ANALYSIS

The mystery of the Moncalvo

Work stolen from National Gallery resembles sketch that came up for auction in Italy

The mystery of the Moncalvo

Stolen paintings by Pablo Picasso and Piet Mondrian were recovered this week, following a police search that lasted nine years after they were removed from the National Gallery in Athens. However, another work of art swiped at the same time, a pen and sepia wash drawing by the 16th-century Italian artist Guglielmo Caccia, was not found. 

The 49-year-old man arrested for the 2012 heist claims that he destroyed it. During the preliminary inquiry he testified that he wiped his bloody hand with it while trying to escape from the gallery, hurriedly put it in his pocket and later threw it in a toilet to get rid if it. He also claimed that he never tried to sell his loot. In September 2019, however, an almost identical sketch appeared in the online catalogue of the Pandolfini auction house in Florence, raising reasonable questions about the mystery of the stolen Moncalvo, as Caccia is better known.
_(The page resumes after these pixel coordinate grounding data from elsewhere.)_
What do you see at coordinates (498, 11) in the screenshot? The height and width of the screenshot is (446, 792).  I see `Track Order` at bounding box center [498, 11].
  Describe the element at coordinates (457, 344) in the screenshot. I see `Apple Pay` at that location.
Italian art historian Serena D’Italia was the first to spot Moncalvo’s work “St Diego de Alcala in Ecstasy with the Holy Trinity and the Symbols of Passion,” at the Pandolfini auction and compared it to what had been stolen from the National Gallery. 

“The sketch has been somewhat ‘corrected,’ a poor-quality signature and stamp has been added, but many details, dark spots for example, are so similar that I am almost certain it is the same work,” the Italian expert told Kathimerini in an article published on November 26, 2020.
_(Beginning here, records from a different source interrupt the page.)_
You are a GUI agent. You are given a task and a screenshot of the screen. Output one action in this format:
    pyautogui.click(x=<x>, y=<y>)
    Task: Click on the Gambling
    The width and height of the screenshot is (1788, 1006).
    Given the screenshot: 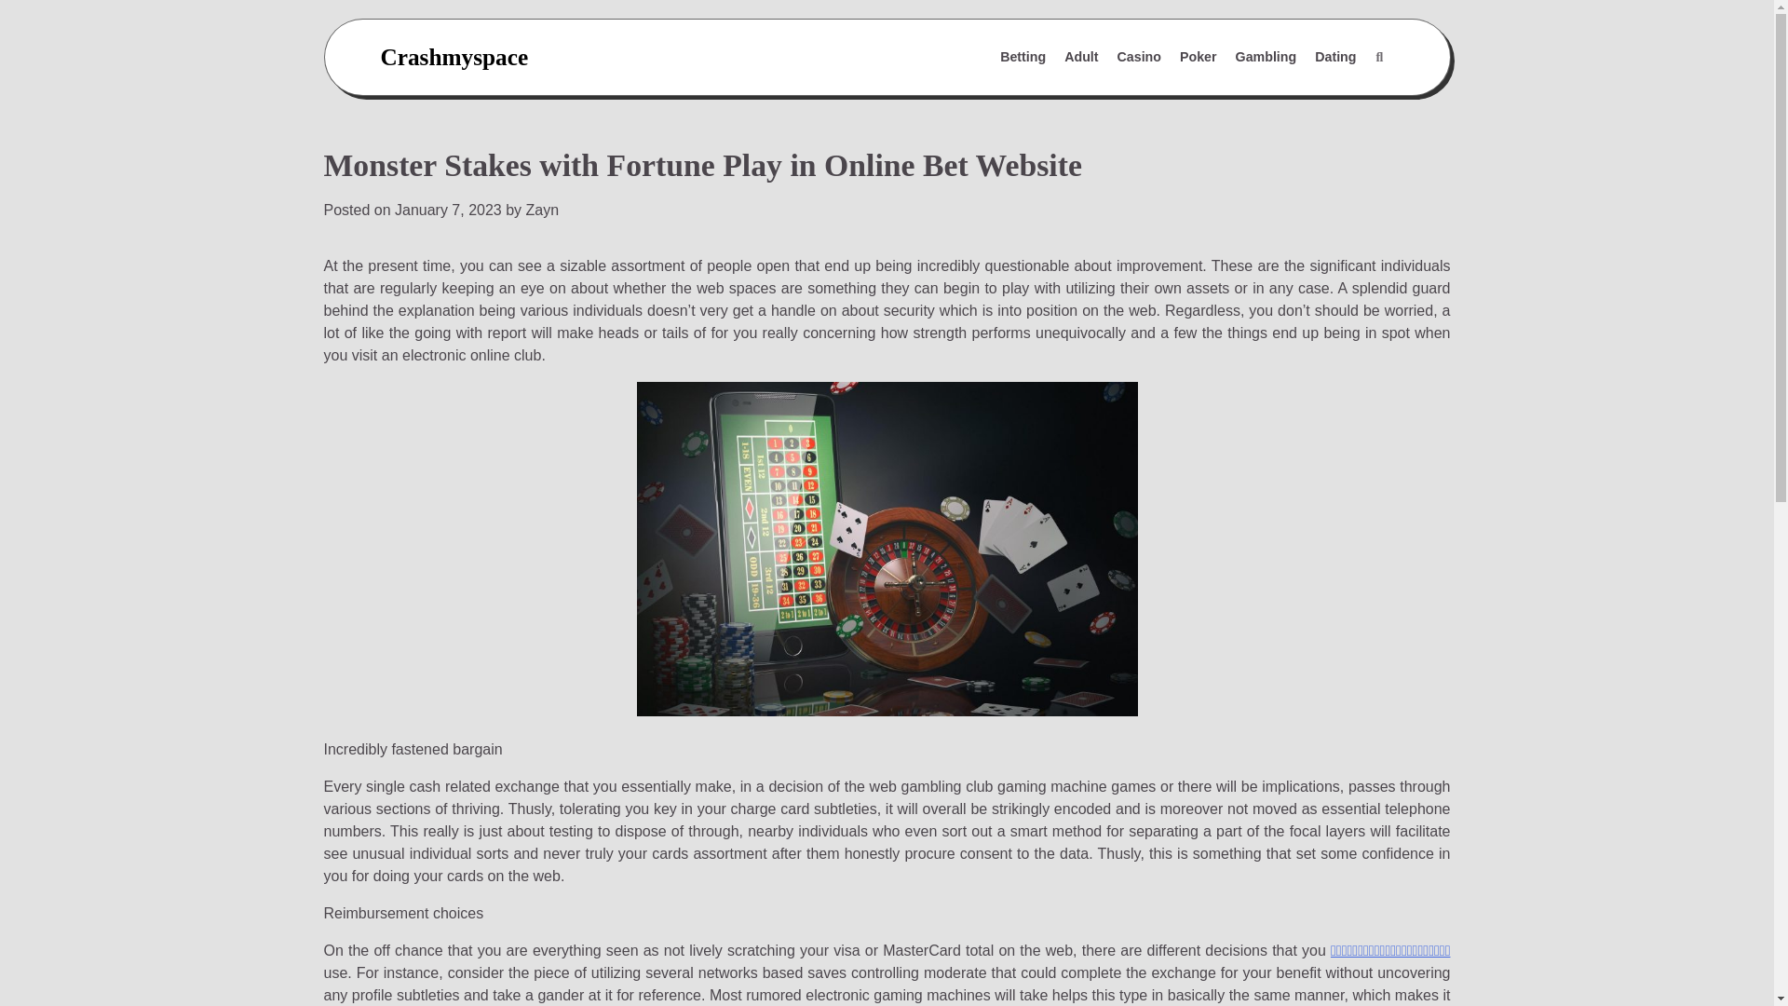 What is the action you would take?
    pyautogui.click(x=1267, y=58)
The work was to be auctioned off in October 2019, as lot number 96, without provenance and with the information that “it may be related to the production of drawings by the painter Guglielmo Caccia, known as Moncalvo (1568-1625).” The Italian expert informed Marilena Kasimati, a Greek art historian and curator of the National Gallery from 1984 to 2017, about her finding.

Kasimati confirmed to Kathimerini in 2020 that she was informed by her colleague and then the Ministry of Cultural Heritage in Turin that Moncalvo’s stolen sketch appeared on Pandolfini’s auction list on October 1, 2019.

“I’m almost certain that the work at the auction is the same as the one at the National Gallery, which, after the theft, underwent forgery, possibly even washing, to eliminate damage to the paper surface and for the purpose of creating confusion,” Kasimati also told Kathimerini in 2020.

She noticed that at the bottom of the sketch, a fictitious “3B” had been added, as well as a supposed signature in black ink. She said then that she believed the forgery had been done with the help of a paper conservator, possibly Greek, after the theft.

Kasimati informed the leadership of the Ministry of Culture, telling them she was willing to travel to Italy herself to inspect the work.

However, the ministry told Kathimerini that it contacted Europe and Interpol and decided that it was not the same work as the stolen one, so no procedure was initiated to recover it. 

The National Gallery, which was responsible for verifying its authenticity, decided that it was not necessary at that time to send an expert to examine the work closely, because of “serious doubts” about its authenticity due to a small difference in size and some spots, as the director of the National Gallery, Marina Lambraki-Plaka, told the paper in November 2020. She said the issue was then raised with the gallery’s board, which agreed.

Digital analysis

After discussing the issue with lawyer and collector Stelios Garipis, art conservator Kalypso Kampani decided in March 2021 to conduct her own study. She digitally analyzed two images of the sketches, in collaboration with Dr Eric Postma, a professor of artificial intelligence at Tilburg University in the Netherlands, and found that they were almost identical. “The tiny differences between the two photos lies in the fact that they have been taken from a different height and angle and in different lighting,” says Kampani.

Postma, who specializes in detecting art forgeries through digital analysis, came to a similar conclusion. “The two images are to a large extent identical,” he told Kathimerini by telephone, adding that more detailed further research and the use of high-resolution photographs would be useful for complete identification. 

The sketch was withdrawn from the online auction in 2019, but Pandolfini did not respond to Kathimerini’s written questions about the work’s fate since then.